Wednesday, February 4, 2009

Robyn Denny and the Sign




The English Ludo board game is from Robyn Denny's collection and the wiring diagram or control board for electrical systems from Roy Ascott's; and the following is an excerpt from David Mellor's book on British Art centred in London in the early Sixties:

The first English reception of semiotics - Tomas Maldando's "Notes on Communication' were published in Uppercase, [an important literary and poetry journal in the latter Fifties up through the Sixties] - arrived at the time that the notion of 'communications' as an all-embracing area was making giant strides. The components of behaviorism, sociolinguistics and cybernetics all signified a technical future. The first government report on automation had been published in 1956 and the Independent Group at the ICA had revelled in the iconography of robotics, culminating in arranging for Robbie the Robot - from the film Forbidden Planet - to open 'This is Tomorrow' in the late summer of 1956. later, as the Sixties dawned, the fantastic Independent Group element paled beside the matter-or-fact implementation of systems and information processing within manufacturing and management.
The future would be cybernetic, electronically signed: that it had already arrived and might be a resource for artists was evident in the centre spread 'found object' photographs in First 2, the St. Martin's sculptor's magazine, in 1961. [...]the centre pages showed signalling equipment - snaking cables and switch boxes - on the electrified Southern Region of British Railways.
As early as 1957 Lawrence Alloway had drawn attention to film scenographies that used 'the saturation of an environment with communication devices,' while 'Situation' artists such as Smith and House had both referred to urban signalling systems. Denny, in his Molton Gallery exhibition of November 1961, had included paintings which carried 'analogies to such forms as...control boards.'

I would like to note here that Lawrence Alloway as a writer and curator for the Institute of Contemporary Art in London, put together the Situation show that Denny was a prominent member in. The title's ties to Situationism are very close, as the 1952 Lettrist International renamed themselves at a conference European avant garde artists as the Situationist International in 1957, whose later explosion in Paris in 1968, when the future had caught up with everyone in a way that had to be fought against, is very well known.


▸ WORK REQUEST
Set down the records once more, please, exactly and with the pictures left out.
- - - - - - -
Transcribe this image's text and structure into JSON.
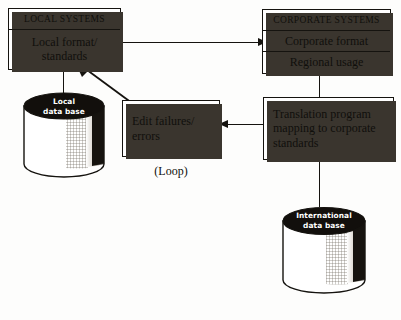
{
  "diagram": {
    "colors": {
      "ink": "#15130f",
      "paper": "#fdfdfc",
      "shadow": "#3a352e",
      "cylinder_dark": "#120f0c"
    },
    "boxes": {
      "local_systems": {
        "header": "LOCAL SYSTEMS",
        "rows": [
          "Local format/ standards"
        ]
      },
      "corporate_systems": {
        "header": "CORPORATE SYSTEMS",
        "rows": [
          "Corporate format",
          "Regional usage"
        ]
      },
      "translation": {
        "text": "Translation program mapping to corporate standards"
      },
      "edit_failures": {
        "text": "Edit failures/ errors"
      }
    },
    "databases": {
      "local": {
        "line1": "Local",
        "line2": "data base"
      },
      "international": {
        "line1": "International",
        "line2": "data base"
      }
    },
    "captions": {
      "loop": "(Loop)"
    }
  }
}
- - - - - - -
▸ TASK OUTPUT
Transcribe this image's text and structure into JSON.
{
  "diagram": {
    "colors": {
      "ink": "#15130f",
      "paper": "#fdfdfc",
      "shadow": "#3a352e",
      "cylinder_dark": "#120f0c"
    },
    "boxes": {
      "local_systems": {
        "header": "LOCAL SYSTEMS",
        "rows": [
          "Local format/ standards"
        ]
      },
      "corporate_systems": {
        "header": "CORPORATE SYSTEMS",
        "rows": [
          "Corporate format",
          "Regional usage"
        ]
      },
      "translation": {
        "text": "Translation program mapping to corporate standards"
      },
      "edit_failures": {
        "text": "Edit failures/ errors"
      }
    },
    "databases": {
      "local": {
        "line1": "Local",
        "line2": "data base"
      },
      "international": {
        "line1": "International",
        "line2": "data base"
      }
    },
    "captions": {
      "loop": "(Loop)"
    }
  }
}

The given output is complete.